这两个算法的想法很简单,但是要掌握逻辑和细节最好还是去看论文;
我并没有看,于是这篇笔记摸了,只是将课堂上的要点复制了一下。
[GAMES 202] Lecture 9
Screen Space Directional Occlusion
Use direct lighting information, from rendering of screen space. (Instead of RSM, reflective shadow maps)
3D Space Method: At shading point , shoot a random ray: -> hit obstacle: indirect illuminated -> no hit: no indirect illumination
The inverted version of SSAO! (shade color when no ambient lightingin SSAO) Insight: SSAO assumes indirect lighting comes from distant surfaces, while SSDO assume it from nearby surfaces.
Steps: For each shading point , sample points in the upper sphere near . For a sampled point , visibility is approximated with .
Cons: Short ranged GI Limited to screen space Visibility is approxinated
Screen Space Reflection
Method: Screen space ray marching using normals and depth buffer!

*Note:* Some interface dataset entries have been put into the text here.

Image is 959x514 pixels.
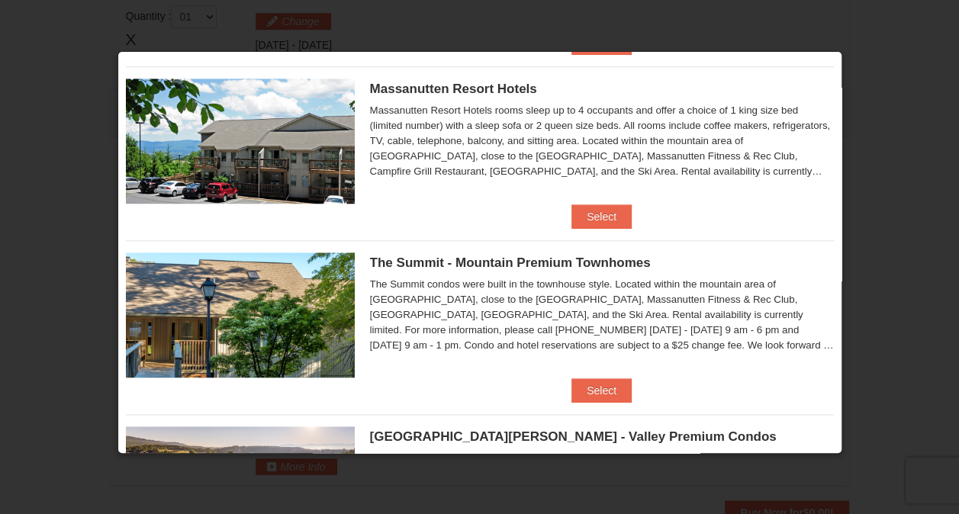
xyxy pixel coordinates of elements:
[126,79,355,204] img: 19219026-1-e3b4ac8e.jpg
[370,256,651,270] span: The Summit - Mountain Premium Townhomes
[370,82,537,96] span: Massanutten Resort Hotels
[370,277,834,353] div: The Summit condos were built in the townhouse style. Located within the mountain area of [GEOGRAP...
[370,430,777,444] span: [GEOGRAPHIC_DATA][PERSON_NAME] - Valley Premium Condos
[571,204,632,229] button: Select
[370,103,834,179] div: Massanutten Resort Hotels rooms sleep up to 4 occupants and offer a choice of 1 king size bed (li...
[571,378,632,403] button: Select
[126,253,355,378] img: 19219034-1-0eee7e00.jpg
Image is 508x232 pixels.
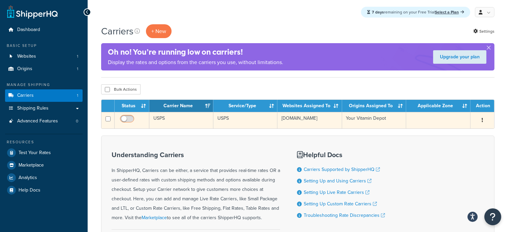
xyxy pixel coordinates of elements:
[5,82,83,88] div: Manage Shipping
[5,147,83,159] a: Test Your Rates
[5,102,83,115] a: Shipping Rules
[142,214,167,221] a: Marketplace
[297,151,385,158] h3: Helpful Docs
[342,112,407,128] td: Your Vitamin Depot
[5,89,83,102] li: Carriers
[17,66,32,72] span: Origins
[433,50,487,64] a: Upgrade your plan
[278,112,342,128] td: [DOMAIN_NAME]
[101,84,141,94] button: Bulk Actions
[5,24,83,36] a: Dashboard
[108,47,283,58] h4: Oh no! You’re running low on carriers!
[304,189,370,196] a: Setting Up Live Rate Carriers
[342,100,407,112] th: Origins Assigned To: activate to sort column ascending
[149,112,213,128] td: USPS
[7,5,58,19] a: ShipperHQ Home
[17,106,49,111] span: Shipping Rules
[76,118,78,124] span: 0
[17,27,40,33] span: Dashboard
[112,151,280,158] h3: Understanding Carriers
[77,66,78,72] span: 1
[5,50,83,63] a: Websites 1
[406,100,471,112] th: Applicable Zone: activate to sort column ascending
[5,50,83,63] li: Websites
[19,163,44,168] span: Marketplace
[77,93,78,98] span: 1
[115,100,149,112] th: Status: activate to sort column ascending
[17,54,36,59] span: Websites
[5,139,83,145] div: Resources
[77,54,78,59] span: 1
[304,166,380,173] a: Carriers Supported by ShipperHQ
[372,9,384,15] strong: 7 days
[5,184,83,196] a: Help Docs
[5,115,83,127] a: Advanced Features 0
[101,25,134,38] h1: Carriers
[361,7,470,18] div: remaining on your Free Trial
[5,172,83,184] a: Analytics
[213,112,278,128] td: USPS
[19,187,40,193] span: Help Docs
[485,208,501,225] button: Open Resource Center
[304,200,377,207] a: Setting Up Custom Rate Carriers
[19,150,51,156] span: Test Your Rates
[304,177,372,184] a: Setting Up and Using Carriers
[5,115,83,127] li: Advanced Features
[112,151,280,223] div: In ShipperHQ, Carriers can be either, a service that provides real-time rates OR a user-defined r...
[5,63,83,75] a: Origins 1
[146,24,172,38] button: + New
[17,93,34,98] span: Carriers
[17,118,58,124] span: Advanced Features
[304,212,385,219] a: Troubleshooting Rate Discrepancies
[278,100,342,112] th: Websites Assigned To: activate to sort column ascending
[213,100,278,112] th: Service/Type: activate to sort column ascending
[149,100,213,112] th: Carrier Name: activate to sort column ascending
[435,9,464,15] a: Select a Plan
[108,58,283,67] p: Display the rates and options from the carriers you use, without limitations.
[471,100,494,112] th: Action
[5,63,83,75] li: Origins
[19,175,37,181] span: Analytics
[473,27,495,36] a: Settings
[5,159,83,171] a: Marketplace
[5,89,83,102] a: Carriers 1
[5,43,83,49] div: Basic Setup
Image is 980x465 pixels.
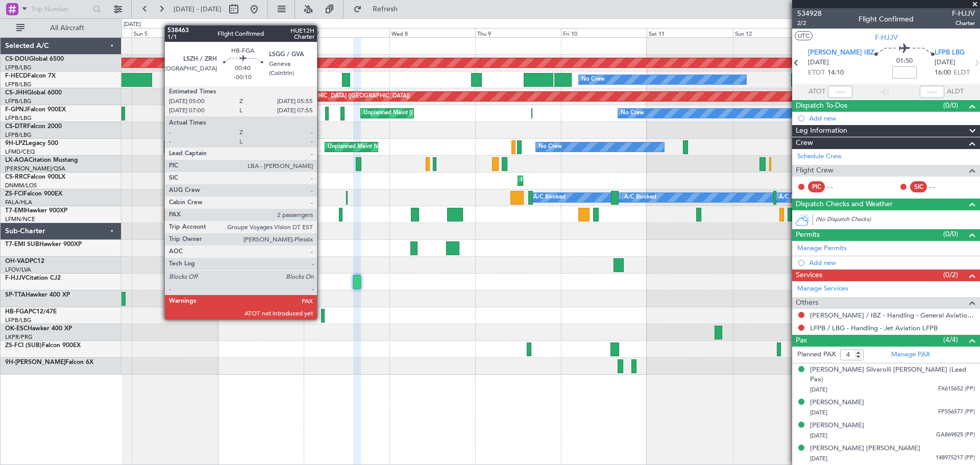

Implementation details: At each step along a ray, check ‘s depth and depth buffer, until finds an intersection Step size: trade off between quality and computational costs Glossy surfaces? trace a lobe according to BRDF(use importance sampling)
Adaptive step size: Depth mipmap using mean pooling (instead of average) Using the consecutive property of a node’s children. (similar to BVH or a binary search tree)
Cons: Limited to screen space (hidden geometry, edge cutting, etc.)